Wage-Labour and Capital is an ideal place to start with Marx because it presents most of the same fundamental ideas that volume 1 of Capital spends 1100 pages developing, but it's 50 pages and was intended to be read by workers and activists rather than academics https://twitter.com/alyssakeiko/status/1274818389429682179
Like everything else Marx wrote it's available online free https://www.marxists.org/archive/marx/works/1847/wage-labour/ch01.htm
If you want to dig more into the ideas in Capital but 1100 pages of 19th-century academic writing in translation is more than you want to deal with, I think the Fine/Saad-Filho is a fantastic summary. There are PDFs out there, or Blackwell's will send it to the US for $11 shipped
Read Lenin. He's dead; he's not going to hurt you. I'd go right to The State and Revolution to start, even though it's a little longer and more broad/abstract than What Is to Be Done? Lenin is an exceptionally good writer so it's not really a problem
Real subversion talk: People reading Mao scares the Man more than just about anything. Every time someone picks up the little red book for the first time, some wraith-lord in a dungeon beneath Langley gets a horrible chill down their spine.
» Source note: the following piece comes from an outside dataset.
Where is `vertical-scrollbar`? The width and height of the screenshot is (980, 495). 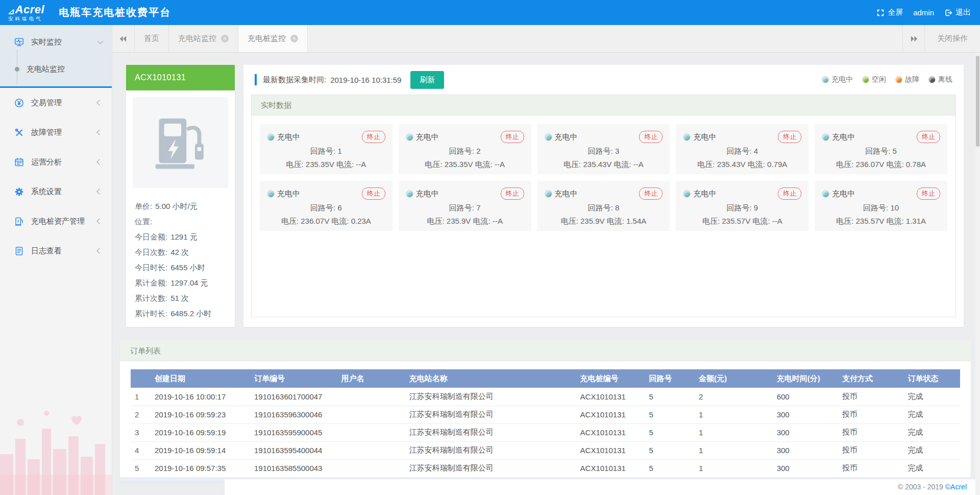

The actual title is Quotations from Chairman Mao Tse-Tung, it was millions of people's first introduction, and it's good enough for yours too. It's on http://marxists.org  like all the rest, but it's broken up into a bunch of quick hits so a paper copy is good for the bathroom
or you can just look at it on your phone. Mao was a pretty tremendous writer too but the little red book is a great place to start with him because if a quotation really grabs you, you can easily check out the source context.
Some professional revolutionary is going to see this thread and scoff at how basic it all is and all the important things I'm "overlooking," but you have to start somewhere and it can be intimidating unless someone says, hey, here are places you can start. So hey, here they are.